Monday, November 11, 2019

Machine malfunction calls drunkenness into doubt

Australian broadcaster and author Clive James once said, “It is only when they go wrong that machines remind you how powerful they are.”

The words will resonate with readers of a recent investigation into alcohol breath tests, which help to label, shame and incarcerate thousands of people each year. Yet the devices can sometimes present results that are 40 percent too high, The New York Times found.

The report by Stacy Cowley and Jessica Silver-Greenberg looks at multiple instances where the ubiquitous breathalyzers, a go-to roadside tool of police departments across the nation, have proven to be unreliable. Reasons for the inaccuracies include programmer errors, poor maintenance and various anomalies of human metabolism.

Take the Intoxilyzer 8000, which sounds like the latest model of Terminator from a James Cameron movie and works about as reliably as the robots in those films. Engineers diagnosed improper air flow in the devices as the culprit behind inaccurate results. The solution? Drilling holes into the exhaust valve, a practice that was soon adopted for all machines that Kentucky-based CMI sold to Florida police departments.

As it turns out, the only reliable way to determine if a motorist’s blood-alcohol content is 0.08 grams per 100 milliliters (legally intoxicated) is “to draw blood, which requires a warrant,” Cowley and Silver-Greenberg write. “Breath tests are simpler.”

Of course, test inaccuracies likely don’t just flow in just one direction. If the tests are registering too high in some cases, it stands to reason they are registering too low in others, allowing drivers who are legally drunk to crawl back behind the wheel.

That’s more than just problematic. It can be downright deadly.

Getting a handle on how much alcohol is too much for drivers is difficult. Yes, “drunkenness” is determined by how much a person imbibes, but body weight and the type of beverage they consume are also factors.

How long to wait after drinking before driving is also more complex than the old “one hour per unit of alcohol” yardstick because some drinks contain more units of alcohol than others. Additionally, weight, age, sex, metabolism and general health impact how soon a motorist may be “road worthy” again.

A more important question might be to ask why any level of impairment is considered acceptable for a person operating what is, in effect, a 3,000-pound battering ram. If impairment varies so greatly from person to person based on a series of difficult-to-quantify factors, why not just say “no drinking and driving” across the board, that any level of alcohol is one’s system is too much to drive?

The answer, of course, comes down to money. People like to drink, and businesses like to profit from that habit. Establishments that serve alcohol responsibly, which is most of them, would cry foul.

The alcohol industry, too, which has benefitted from the positive public image generated from “drink responsibly” campaigns, would be less enthusiastic about a restriction that would actually cut into profits.

So Americans are left with another broken system where our trust in the supposed infallibility of technology has been misplaced. File this alongside computerized voting, Facebook ads, and hacking schemes.

If there are any silver linings in the dark cloud of breath testing, it is this: Motorists who are just slightly over the 0.08 breathalyzer threshold would be wise to request a blood test. They might just walk on a drunk-driving charge.

Of course, they should have been walking, not driving, with that much alcohol in their system in the first place.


> **What you will do**:
In the data, extract each line that holds the string "heading".

> **Material to process**:

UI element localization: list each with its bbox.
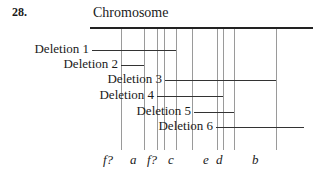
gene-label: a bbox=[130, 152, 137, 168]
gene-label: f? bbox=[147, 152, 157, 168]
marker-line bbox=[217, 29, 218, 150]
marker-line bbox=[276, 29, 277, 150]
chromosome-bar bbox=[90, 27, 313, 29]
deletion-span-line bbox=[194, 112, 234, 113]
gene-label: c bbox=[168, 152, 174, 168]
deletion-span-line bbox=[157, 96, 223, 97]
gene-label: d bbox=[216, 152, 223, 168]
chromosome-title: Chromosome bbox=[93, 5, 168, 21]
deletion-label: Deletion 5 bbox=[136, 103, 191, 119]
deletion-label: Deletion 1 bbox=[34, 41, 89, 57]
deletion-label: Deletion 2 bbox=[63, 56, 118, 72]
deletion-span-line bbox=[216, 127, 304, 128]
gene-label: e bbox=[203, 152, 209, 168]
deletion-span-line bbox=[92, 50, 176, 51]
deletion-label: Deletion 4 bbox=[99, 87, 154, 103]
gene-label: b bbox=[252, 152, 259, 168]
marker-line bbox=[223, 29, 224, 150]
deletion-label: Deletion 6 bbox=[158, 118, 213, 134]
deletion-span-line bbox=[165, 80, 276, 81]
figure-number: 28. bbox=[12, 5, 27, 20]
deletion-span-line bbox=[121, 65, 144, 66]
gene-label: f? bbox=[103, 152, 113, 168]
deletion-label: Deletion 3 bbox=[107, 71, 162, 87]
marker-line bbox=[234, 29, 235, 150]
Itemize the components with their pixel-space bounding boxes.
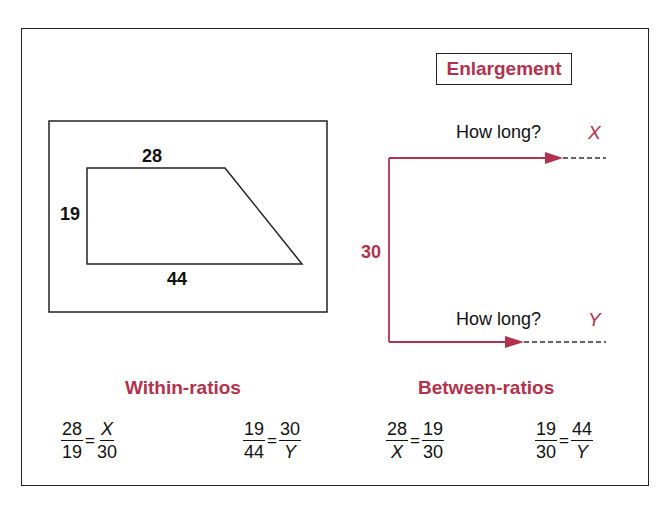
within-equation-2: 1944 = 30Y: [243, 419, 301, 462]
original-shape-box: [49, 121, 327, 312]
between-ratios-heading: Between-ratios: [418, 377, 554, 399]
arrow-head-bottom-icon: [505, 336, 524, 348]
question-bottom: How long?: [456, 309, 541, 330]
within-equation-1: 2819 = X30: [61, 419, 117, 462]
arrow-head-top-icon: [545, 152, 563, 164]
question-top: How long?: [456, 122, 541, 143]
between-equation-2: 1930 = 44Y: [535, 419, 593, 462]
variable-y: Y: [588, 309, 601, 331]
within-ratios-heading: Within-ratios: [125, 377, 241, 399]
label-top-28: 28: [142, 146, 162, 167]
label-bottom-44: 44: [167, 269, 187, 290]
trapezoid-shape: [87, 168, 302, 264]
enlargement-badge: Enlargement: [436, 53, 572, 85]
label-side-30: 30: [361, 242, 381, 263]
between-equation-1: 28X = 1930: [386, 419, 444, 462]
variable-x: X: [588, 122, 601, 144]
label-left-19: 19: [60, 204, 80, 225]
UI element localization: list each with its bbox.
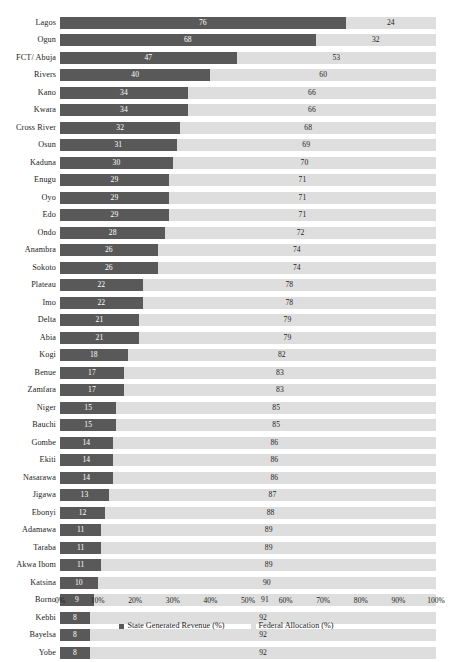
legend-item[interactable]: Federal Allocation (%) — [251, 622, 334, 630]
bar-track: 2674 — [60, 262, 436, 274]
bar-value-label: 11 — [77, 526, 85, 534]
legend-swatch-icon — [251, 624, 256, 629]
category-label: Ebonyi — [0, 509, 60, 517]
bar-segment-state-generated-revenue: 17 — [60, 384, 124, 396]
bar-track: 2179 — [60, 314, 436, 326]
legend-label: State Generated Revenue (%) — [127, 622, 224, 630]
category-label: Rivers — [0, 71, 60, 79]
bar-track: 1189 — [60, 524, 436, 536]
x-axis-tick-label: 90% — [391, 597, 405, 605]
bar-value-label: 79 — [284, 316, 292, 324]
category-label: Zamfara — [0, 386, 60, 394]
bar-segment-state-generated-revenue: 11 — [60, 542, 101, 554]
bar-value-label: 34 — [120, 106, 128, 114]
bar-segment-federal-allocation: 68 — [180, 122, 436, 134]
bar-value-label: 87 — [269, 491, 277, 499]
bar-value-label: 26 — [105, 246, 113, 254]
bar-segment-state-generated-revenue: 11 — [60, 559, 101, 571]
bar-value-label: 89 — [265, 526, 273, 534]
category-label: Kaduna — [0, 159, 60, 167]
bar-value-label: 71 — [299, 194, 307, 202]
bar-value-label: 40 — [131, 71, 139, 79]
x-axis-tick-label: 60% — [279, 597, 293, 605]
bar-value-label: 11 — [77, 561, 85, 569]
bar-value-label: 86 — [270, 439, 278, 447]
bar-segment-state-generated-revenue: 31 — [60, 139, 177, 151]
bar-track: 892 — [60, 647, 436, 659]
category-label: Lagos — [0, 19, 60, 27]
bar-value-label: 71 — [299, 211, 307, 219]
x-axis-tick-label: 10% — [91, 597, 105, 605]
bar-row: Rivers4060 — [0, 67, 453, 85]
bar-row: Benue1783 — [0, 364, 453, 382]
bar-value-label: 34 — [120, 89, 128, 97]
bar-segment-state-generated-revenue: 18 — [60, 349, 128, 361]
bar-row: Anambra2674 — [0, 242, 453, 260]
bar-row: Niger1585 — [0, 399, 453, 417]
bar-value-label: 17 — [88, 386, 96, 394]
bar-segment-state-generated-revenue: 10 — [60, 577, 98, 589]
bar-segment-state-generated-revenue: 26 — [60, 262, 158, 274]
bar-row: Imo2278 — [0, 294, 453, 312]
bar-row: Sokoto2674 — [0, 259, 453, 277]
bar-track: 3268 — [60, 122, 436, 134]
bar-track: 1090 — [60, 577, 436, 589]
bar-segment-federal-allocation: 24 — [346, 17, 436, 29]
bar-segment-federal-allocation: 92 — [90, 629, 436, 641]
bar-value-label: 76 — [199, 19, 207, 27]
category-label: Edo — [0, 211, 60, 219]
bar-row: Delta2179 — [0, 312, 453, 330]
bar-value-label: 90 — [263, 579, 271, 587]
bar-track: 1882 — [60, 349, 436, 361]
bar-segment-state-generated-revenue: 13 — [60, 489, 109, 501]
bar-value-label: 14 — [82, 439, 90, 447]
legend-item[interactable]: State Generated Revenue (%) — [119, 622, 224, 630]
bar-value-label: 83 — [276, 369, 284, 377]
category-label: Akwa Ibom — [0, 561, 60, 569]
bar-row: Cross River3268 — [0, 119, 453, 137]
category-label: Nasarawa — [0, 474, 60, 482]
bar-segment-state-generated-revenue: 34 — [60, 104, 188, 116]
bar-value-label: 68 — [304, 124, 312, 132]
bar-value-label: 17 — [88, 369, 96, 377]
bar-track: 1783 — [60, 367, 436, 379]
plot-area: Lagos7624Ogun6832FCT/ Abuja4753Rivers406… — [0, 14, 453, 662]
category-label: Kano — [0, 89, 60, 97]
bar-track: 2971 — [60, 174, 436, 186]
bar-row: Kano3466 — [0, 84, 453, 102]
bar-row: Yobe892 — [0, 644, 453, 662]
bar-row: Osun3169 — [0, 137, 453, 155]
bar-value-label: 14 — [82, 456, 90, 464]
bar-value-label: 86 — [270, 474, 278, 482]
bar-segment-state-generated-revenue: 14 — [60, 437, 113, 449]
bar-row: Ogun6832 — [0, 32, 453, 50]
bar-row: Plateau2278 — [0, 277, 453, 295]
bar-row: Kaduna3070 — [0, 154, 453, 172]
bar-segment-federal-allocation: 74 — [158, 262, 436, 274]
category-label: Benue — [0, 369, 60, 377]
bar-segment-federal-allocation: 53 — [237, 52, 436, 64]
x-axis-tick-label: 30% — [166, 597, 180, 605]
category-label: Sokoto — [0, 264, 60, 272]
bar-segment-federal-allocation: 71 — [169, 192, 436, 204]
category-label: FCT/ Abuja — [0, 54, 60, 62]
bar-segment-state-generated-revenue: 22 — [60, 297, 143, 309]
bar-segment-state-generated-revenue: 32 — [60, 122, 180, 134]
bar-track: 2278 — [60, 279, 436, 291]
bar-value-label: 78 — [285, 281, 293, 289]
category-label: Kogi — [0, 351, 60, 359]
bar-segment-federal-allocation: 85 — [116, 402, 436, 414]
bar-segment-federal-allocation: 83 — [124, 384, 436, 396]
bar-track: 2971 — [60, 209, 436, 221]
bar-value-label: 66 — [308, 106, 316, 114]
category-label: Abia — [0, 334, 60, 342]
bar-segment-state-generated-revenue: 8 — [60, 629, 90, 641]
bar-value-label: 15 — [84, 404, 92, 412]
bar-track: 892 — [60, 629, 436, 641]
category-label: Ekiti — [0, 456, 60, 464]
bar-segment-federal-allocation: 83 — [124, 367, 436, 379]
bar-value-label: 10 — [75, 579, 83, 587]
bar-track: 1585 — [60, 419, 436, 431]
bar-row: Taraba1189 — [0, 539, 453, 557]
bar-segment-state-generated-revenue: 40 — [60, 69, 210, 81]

> **Answer space**:
between-ratios-heading: Between-ratios: [418, 377, 554, 399]
within-ratios-heading: Within-ratios: [125, 377, 241, 399]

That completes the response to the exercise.